Porto, 20.–21. November 2025: The Gaia-X Summit 2025 demonstrated impressively that sovereign data spaces in Europe have long since reached the implementation stage. Under the motto “Digital Ecosystems in Action”, it became evident how far technical foundations, interoperability, and governance have progressed—crucial prerequisites from which the Gaia-X Lighthouse Data Space COOPERANTS directly benefits. As an exhibitor, neusta aerospace represented both COOPERANTS as project coordinator and the ASD-X Clearing House (GXDCH).

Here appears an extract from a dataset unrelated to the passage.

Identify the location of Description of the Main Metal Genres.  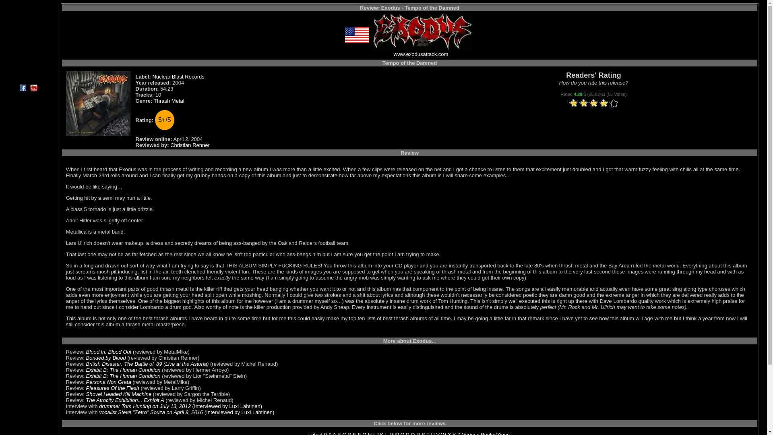
(27, 51).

COOPERANTS was present with its own booth and through the active participation of Arno Scheidereiter, CEO of neusta aerospace and Co-Lead of the Gaia-X Ecosystem for Aviation, Space and Defence, in the panel “Data Spaces Ready in Action.” The discussion with Wolfgang Kniejski (EIT Manufacturing) and Ralph Hustadt (BT Group), moderated by Alberto Curatolo (Gaia-X AISBL), made it clear that interoperable architectures are the key to connecting data spaces across project and industry boundaries. This creates new opportunities, especially for SMEs, as they gain low-threshold access to data-driven ecosystems for the first time.
Across numerous discussions and contributions, the relevance of data spaces for industry and high-tech became unmistakably clear: they protect intellectual property, support compliance with global regulations, and enable the secure handling of sensitive business data. Catherine Jestin, Chairwoman of the Gaia-X Board of Directors and Executive VP at Airbus, put it succinctly: data spaces are essential to safeguard mission-critical information. For COOPERANTS, this assessment from industry is a clear validation of its approach.

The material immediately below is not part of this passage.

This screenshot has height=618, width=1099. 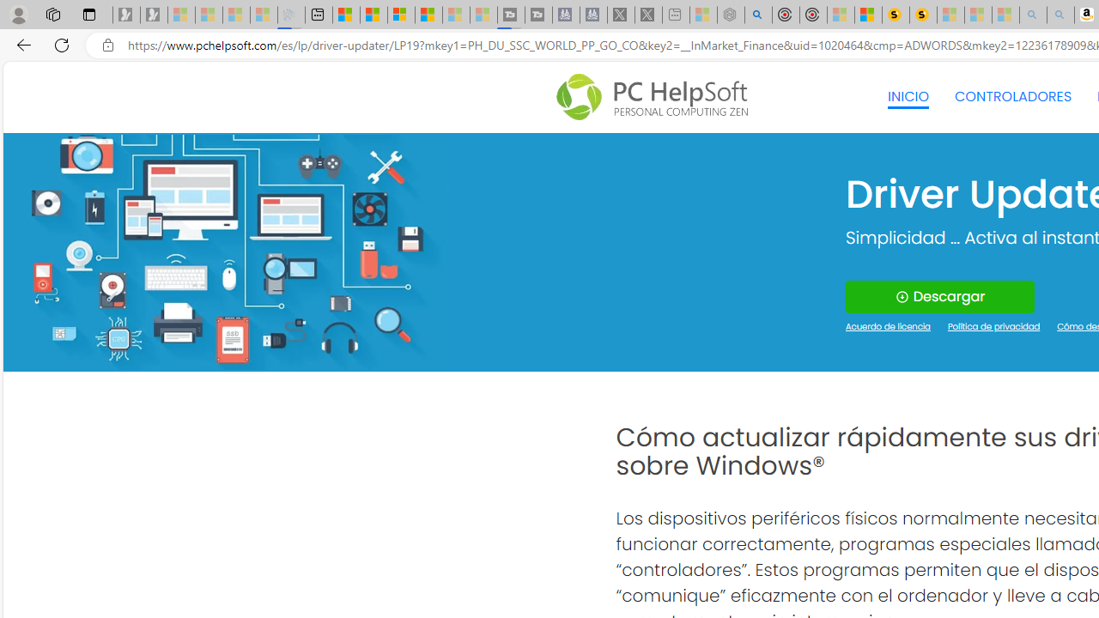 What do you see at coordinates (510, 15) in the screenshot?
I see `Streaming Coverage | T3 - Sleeping` at bounding box center [510, 15].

In his presentation “How to Scale a Data Space and Onboard a Heterogeneous Ecosystem in the Aerospace Sector,” Arno Scheidereiter emphasized that successful data spaces require more than technology—they depend on clear messaging, tangible value, and a shared understanding among all stakeholders. Complexity must be translated into concrete benefits such as higher security, efficiency gains, new ROI, and improved value creation.

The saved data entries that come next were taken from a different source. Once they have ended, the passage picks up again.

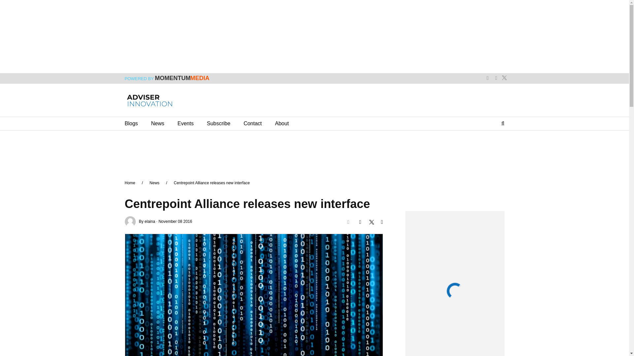 The image size is (634, 356). Describe the element at coordinates (218, 123) in the screenshot. I see `Subscribe` at that location.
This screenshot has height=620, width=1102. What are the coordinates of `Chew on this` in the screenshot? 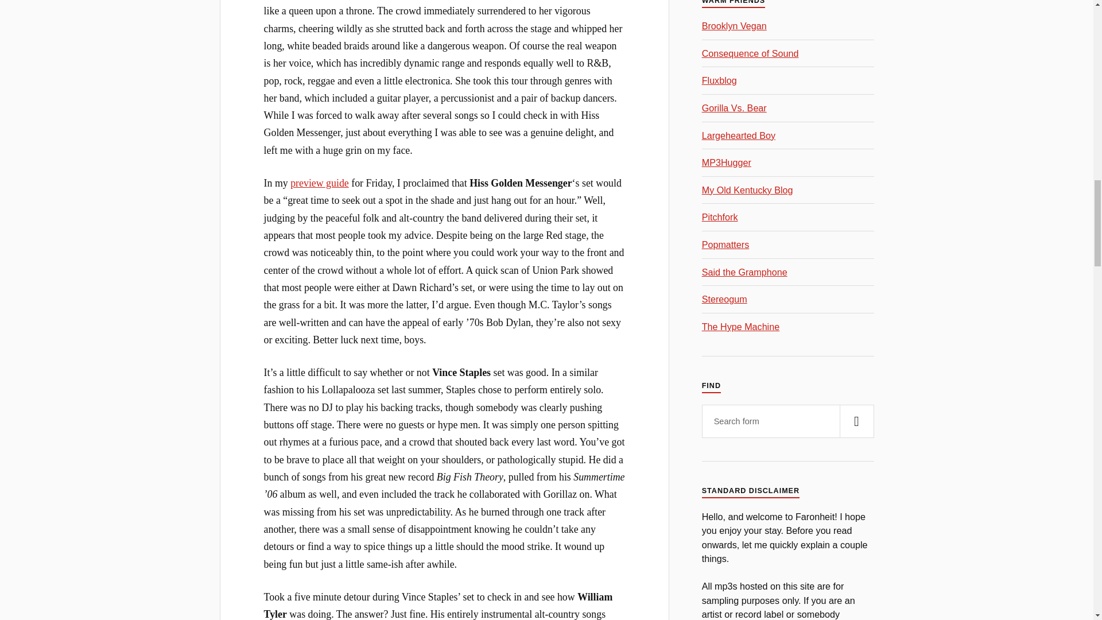 It's located at (724, 298).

Another important impulse came from the Gaia-X Trust Framework 3.0 “Danube,” which enables the automation of compliance checks and thus provides a central building block for scalable ecosystems. The international exchange—among others with the Data Society Alliance from Japan and Digital Trust Canada—further underscored the global significance of interoperable standards.
For COOPERANTS, the conclusion is clear: the technological foundations are in place, demand is evident, and first projects already demonstrate the added value of sovereign data spaces. The challenge now is to scale these approaches economically and across industries. The Summit in Porto has provided strong momentum for this next step.